Mary Rogers

 

 

 

 

 Mary Rogers

Mary Bean Rogers was part of the circle of artists who helped influence the American Modernist movement during the early 20th century. She graduated from the Shipley School in Bryn Mawr in 1921 and attended the School of Industrial Art in Philadelphia and the Pennsylvania Academy of Fine Arts where she met artist and future husband, Richard Rogers. She also formed connections with several blossoming art students in the Philadelphia region including noted Bucks County artist, Anne Goodell Lathrop and studied under the direction of Modernist painter, Arthur Carles, Jr. During the early years of her marriage, Bean and Rogers spent several summers at the Breckenridge School of Art in Gloucester, Mass. under the instruction of American painter Hugh Henry Breckenridge.

Mary and her husband lived in Norristown until they purchased the historic Daniel Hiester House in Sumneytown, Pa. The 1757 Georgian style house was home to Revolutionary War colonel, Statesman, and patriot Daniel Hiester. The house was included in the very first colonial map of Pennsylvania. Bean continued to paint throughout her life and was connected to an extensive network of local artists. In her personal belongings was found pamphlets for some of her exhibitions. Notably, she showed at the Art League of Washington D.C. in 1933 with such artists as John Fulton Folinsbee (1892-1972), Edward Shepard Hewitt (1877-1962), Frederick William Harer (1879 - 1947), and Bernard Badura (1896 - 1986) among others. In a personal correspondence between herself and Nancy Lathrop, it is mentioned that the renowned art collector Duncan Phillips compared her style to a Matisse.

Another noted exhibition was the Annual Water Color and Miniature Exhibition in 1928 where she exhibited a watercolor titled “Nantucket; No. 2.” She was a member of The Plastic Club in Philadelphia, an art club strictly for women artists. Bean exhibited her watercolor “Behind the Church” with The Plastic Club in their Thirtieth Annual Colour Exhibition along with Fern Coppedge (1883 - 1951), Wuanita Smith (1866 - 1959), Cora Smalley Brooks (1885 - 1930), Mildred Bunting Miller (1892 - 1964), and many other women artists. Other known places of exhibition include the Baltimore Water Color Club; Baltimore Museum of Art, First Annual Exhibition of The Boston Society of Independent Artists; Boston, Mass., Cheltenham Township Art Centre along with Walter Emerson Baum (1884 - 1956), and a personal exhibition at the Beach Theater; Cape May, NJ. Mary Bean and her husband were immersed in the Philadelphia art scene and in the development of American Modernism. Their involvement in the art world helped trailblaze the movement from Impressionism to Modernism. After being hidden away in storage for a number of years, Alderfer Auction is proud to present Mary Bean’s paintings for the first time in decades.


> _Exercise goal_:
Count the lines in the listing below that hold the string "annotations". Reply with the number alone.

> _Available records_:
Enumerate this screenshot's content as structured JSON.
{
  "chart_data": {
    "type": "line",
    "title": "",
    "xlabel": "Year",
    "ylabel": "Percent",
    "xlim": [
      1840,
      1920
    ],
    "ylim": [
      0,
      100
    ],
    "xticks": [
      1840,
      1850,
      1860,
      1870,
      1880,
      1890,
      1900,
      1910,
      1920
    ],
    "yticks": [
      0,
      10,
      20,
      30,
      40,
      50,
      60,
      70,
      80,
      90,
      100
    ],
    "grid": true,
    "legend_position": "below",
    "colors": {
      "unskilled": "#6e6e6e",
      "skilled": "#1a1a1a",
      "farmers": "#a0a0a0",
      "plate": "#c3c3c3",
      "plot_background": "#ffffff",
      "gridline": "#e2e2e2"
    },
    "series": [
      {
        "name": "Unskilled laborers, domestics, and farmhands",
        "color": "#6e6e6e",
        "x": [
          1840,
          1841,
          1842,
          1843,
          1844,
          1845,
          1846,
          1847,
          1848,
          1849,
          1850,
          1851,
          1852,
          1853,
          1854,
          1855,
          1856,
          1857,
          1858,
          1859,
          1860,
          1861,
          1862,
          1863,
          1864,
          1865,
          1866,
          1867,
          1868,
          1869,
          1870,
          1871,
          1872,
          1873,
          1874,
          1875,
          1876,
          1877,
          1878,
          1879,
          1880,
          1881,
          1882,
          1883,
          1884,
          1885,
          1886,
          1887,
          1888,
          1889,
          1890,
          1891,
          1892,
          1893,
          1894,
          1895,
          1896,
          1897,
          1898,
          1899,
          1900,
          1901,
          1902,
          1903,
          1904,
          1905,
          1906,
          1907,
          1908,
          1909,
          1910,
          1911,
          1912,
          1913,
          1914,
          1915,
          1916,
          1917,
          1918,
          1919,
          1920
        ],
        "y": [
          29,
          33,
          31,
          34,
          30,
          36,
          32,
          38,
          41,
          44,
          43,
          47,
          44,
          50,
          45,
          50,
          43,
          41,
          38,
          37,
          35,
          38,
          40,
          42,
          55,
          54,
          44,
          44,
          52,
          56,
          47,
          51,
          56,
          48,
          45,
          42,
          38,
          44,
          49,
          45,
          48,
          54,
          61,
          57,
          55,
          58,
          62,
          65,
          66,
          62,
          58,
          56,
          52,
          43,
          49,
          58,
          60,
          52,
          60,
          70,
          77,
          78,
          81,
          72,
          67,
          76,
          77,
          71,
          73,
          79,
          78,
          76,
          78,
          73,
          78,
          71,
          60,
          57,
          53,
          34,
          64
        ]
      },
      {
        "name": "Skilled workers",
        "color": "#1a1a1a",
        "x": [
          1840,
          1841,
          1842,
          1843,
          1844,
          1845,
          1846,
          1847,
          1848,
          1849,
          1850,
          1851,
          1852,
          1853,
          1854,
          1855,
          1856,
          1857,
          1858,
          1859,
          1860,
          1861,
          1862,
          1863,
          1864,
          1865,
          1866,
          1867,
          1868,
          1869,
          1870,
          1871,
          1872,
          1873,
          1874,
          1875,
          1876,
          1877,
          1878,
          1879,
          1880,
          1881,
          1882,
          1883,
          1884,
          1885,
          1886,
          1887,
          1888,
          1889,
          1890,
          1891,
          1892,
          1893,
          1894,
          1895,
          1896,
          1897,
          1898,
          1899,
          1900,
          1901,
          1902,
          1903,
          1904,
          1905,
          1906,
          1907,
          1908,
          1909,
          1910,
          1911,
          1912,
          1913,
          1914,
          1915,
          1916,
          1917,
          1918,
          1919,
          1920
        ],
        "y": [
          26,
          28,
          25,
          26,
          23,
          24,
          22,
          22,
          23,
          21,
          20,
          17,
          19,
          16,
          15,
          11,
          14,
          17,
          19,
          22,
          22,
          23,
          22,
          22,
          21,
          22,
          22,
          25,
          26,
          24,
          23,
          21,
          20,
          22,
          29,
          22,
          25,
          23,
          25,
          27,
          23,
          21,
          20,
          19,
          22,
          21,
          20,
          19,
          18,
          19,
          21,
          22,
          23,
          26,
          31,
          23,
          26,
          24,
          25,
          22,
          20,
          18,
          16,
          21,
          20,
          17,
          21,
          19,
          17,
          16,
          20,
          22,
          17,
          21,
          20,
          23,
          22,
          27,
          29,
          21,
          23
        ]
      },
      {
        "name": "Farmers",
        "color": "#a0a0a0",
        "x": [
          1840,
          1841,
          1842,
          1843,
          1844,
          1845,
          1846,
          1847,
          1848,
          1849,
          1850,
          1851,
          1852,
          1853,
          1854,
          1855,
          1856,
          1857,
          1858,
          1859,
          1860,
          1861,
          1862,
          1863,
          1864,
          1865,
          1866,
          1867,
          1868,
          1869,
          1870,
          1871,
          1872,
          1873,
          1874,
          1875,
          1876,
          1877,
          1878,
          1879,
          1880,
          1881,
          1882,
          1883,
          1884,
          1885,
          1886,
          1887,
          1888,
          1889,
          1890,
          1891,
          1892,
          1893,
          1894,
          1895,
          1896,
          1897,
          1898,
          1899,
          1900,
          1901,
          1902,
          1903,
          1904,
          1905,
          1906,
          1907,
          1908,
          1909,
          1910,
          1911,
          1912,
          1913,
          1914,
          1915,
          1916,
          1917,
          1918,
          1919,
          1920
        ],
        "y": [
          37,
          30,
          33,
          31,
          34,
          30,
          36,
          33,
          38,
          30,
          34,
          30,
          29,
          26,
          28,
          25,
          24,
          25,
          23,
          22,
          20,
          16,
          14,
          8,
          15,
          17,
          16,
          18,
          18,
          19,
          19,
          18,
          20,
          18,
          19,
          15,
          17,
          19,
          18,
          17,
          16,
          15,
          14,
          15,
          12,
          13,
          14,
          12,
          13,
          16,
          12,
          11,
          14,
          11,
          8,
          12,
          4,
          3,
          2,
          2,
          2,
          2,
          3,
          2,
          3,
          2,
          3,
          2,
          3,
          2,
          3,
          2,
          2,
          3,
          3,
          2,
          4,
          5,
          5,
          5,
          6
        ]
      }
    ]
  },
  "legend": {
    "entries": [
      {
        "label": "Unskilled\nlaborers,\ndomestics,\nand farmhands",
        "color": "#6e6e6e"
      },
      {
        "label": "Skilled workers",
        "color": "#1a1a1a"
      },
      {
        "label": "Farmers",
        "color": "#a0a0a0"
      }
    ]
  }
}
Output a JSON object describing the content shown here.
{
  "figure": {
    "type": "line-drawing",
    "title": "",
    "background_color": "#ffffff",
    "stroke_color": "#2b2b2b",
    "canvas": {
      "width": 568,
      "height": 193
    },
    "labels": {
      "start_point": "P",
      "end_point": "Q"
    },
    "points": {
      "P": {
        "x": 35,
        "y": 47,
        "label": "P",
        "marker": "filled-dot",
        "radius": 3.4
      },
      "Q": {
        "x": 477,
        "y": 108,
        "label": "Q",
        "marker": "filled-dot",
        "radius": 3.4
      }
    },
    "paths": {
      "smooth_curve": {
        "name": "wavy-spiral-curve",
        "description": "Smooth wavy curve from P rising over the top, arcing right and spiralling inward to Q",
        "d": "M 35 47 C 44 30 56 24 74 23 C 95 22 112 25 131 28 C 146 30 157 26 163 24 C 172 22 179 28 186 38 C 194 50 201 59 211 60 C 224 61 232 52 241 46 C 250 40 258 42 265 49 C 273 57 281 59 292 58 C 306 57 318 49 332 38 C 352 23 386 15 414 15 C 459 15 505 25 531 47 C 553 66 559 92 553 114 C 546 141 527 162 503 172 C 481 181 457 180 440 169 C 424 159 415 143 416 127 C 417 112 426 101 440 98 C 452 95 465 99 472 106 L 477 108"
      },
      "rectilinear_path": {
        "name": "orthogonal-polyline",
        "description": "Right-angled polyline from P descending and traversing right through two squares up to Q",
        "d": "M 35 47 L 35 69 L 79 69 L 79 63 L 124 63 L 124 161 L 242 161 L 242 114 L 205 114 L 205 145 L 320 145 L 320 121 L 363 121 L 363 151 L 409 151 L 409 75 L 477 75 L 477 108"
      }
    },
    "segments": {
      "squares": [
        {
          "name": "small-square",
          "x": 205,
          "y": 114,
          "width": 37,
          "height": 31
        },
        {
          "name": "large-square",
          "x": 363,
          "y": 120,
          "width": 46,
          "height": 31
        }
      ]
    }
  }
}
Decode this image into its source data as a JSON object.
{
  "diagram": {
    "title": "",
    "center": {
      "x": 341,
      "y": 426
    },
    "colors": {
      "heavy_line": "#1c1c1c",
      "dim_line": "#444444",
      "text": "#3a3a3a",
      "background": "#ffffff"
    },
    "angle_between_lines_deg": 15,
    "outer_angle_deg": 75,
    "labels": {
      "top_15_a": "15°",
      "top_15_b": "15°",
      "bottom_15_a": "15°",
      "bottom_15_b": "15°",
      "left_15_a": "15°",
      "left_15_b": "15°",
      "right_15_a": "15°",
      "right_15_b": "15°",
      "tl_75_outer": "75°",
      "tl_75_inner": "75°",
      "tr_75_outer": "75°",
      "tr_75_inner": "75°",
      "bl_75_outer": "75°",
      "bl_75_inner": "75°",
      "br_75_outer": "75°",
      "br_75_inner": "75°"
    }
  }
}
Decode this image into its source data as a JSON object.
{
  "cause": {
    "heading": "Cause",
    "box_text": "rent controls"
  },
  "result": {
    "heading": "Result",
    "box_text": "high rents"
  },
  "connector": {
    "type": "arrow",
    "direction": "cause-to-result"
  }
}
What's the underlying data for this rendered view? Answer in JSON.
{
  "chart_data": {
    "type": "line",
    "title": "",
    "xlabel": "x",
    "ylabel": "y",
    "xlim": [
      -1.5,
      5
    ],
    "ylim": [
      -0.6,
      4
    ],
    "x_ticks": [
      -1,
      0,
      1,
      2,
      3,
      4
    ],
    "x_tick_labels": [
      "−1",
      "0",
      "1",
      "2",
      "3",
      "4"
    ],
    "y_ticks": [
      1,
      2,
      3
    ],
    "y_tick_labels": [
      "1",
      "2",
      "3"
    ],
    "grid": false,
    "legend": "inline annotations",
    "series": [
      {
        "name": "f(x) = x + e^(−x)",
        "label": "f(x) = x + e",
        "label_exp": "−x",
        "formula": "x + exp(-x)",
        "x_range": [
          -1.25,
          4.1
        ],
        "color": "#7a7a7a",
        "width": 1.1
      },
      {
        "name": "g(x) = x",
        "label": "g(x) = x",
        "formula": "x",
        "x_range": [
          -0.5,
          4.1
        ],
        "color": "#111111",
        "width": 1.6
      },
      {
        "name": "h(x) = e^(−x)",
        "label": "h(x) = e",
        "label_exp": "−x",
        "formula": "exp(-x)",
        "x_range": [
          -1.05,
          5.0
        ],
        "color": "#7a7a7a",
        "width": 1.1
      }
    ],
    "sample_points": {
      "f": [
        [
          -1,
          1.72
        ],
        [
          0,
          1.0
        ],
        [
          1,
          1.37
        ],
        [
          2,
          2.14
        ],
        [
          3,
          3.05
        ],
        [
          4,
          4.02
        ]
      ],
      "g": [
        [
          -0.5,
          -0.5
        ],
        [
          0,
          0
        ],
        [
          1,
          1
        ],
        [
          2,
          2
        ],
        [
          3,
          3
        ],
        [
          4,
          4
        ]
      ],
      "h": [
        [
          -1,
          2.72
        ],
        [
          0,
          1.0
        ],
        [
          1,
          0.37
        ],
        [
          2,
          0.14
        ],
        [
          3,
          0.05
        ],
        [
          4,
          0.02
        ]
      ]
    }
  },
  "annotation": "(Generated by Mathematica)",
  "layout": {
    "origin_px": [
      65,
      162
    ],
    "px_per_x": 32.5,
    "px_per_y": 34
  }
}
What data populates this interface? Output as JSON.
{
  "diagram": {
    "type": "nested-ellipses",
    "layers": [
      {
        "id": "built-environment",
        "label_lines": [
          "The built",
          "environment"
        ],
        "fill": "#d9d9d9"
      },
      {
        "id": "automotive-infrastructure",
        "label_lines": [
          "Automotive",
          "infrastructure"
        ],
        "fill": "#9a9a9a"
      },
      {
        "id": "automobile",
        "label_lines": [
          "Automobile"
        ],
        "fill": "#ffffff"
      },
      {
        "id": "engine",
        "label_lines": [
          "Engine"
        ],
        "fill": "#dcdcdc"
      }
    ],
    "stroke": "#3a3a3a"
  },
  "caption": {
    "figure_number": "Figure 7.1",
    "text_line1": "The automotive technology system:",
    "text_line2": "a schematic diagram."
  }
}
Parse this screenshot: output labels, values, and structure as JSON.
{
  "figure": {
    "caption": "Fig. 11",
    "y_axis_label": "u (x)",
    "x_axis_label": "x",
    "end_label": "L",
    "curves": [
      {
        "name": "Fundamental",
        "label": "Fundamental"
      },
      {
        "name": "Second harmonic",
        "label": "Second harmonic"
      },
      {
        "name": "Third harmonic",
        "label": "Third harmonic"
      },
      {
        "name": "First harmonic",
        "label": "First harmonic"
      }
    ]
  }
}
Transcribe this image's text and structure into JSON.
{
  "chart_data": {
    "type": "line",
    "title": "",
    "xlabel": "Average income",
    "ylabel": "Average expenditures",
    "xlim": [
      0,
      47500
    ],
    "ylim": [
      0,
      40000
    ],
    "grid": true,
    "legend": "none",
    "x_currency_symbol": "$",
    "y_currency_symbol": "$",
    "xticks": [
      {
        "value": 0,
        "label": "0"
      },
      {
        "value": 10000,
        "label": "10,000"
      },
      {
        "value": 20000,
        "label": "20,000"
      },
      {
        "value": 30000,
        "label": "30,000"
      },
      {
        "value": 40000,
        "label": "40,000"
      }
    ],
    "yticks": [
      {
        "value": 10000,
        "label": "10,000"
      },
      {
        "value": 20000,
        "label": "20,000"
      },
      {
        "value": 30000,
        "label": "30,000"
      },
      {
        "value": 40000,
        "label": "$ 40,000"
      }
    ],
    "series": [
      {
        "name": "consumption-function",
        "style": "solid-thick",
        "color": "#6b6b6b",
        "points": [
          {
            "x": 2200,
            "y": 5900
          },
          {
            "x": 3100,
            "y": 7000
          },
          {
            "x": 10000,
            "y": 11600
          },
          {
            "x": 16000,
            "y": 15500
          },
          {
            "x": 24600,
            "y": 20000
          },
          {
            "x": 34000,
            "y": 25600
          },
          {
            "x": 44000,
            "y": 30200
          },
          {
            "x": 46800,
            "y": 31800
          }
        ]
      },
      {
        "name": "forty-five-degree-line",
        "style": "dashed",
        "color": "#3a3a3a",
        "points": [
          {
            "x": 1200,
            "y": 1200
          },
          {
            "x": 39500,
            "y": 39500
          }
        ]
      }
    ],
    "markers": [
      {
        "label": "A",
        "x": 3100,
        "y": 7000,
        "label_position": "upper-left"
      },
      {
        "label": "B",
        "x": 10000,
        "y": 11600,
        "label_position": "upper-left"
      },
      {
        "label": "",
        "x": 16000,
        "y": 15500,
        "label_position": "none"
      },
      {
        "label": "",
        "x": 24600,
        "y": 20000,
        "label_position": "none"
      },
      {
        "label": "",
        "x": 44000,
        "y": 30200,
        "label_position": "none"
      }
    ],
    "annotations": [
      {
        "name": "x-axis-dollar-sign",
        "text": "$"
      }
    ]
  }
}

> _Answer to the exercise_:
2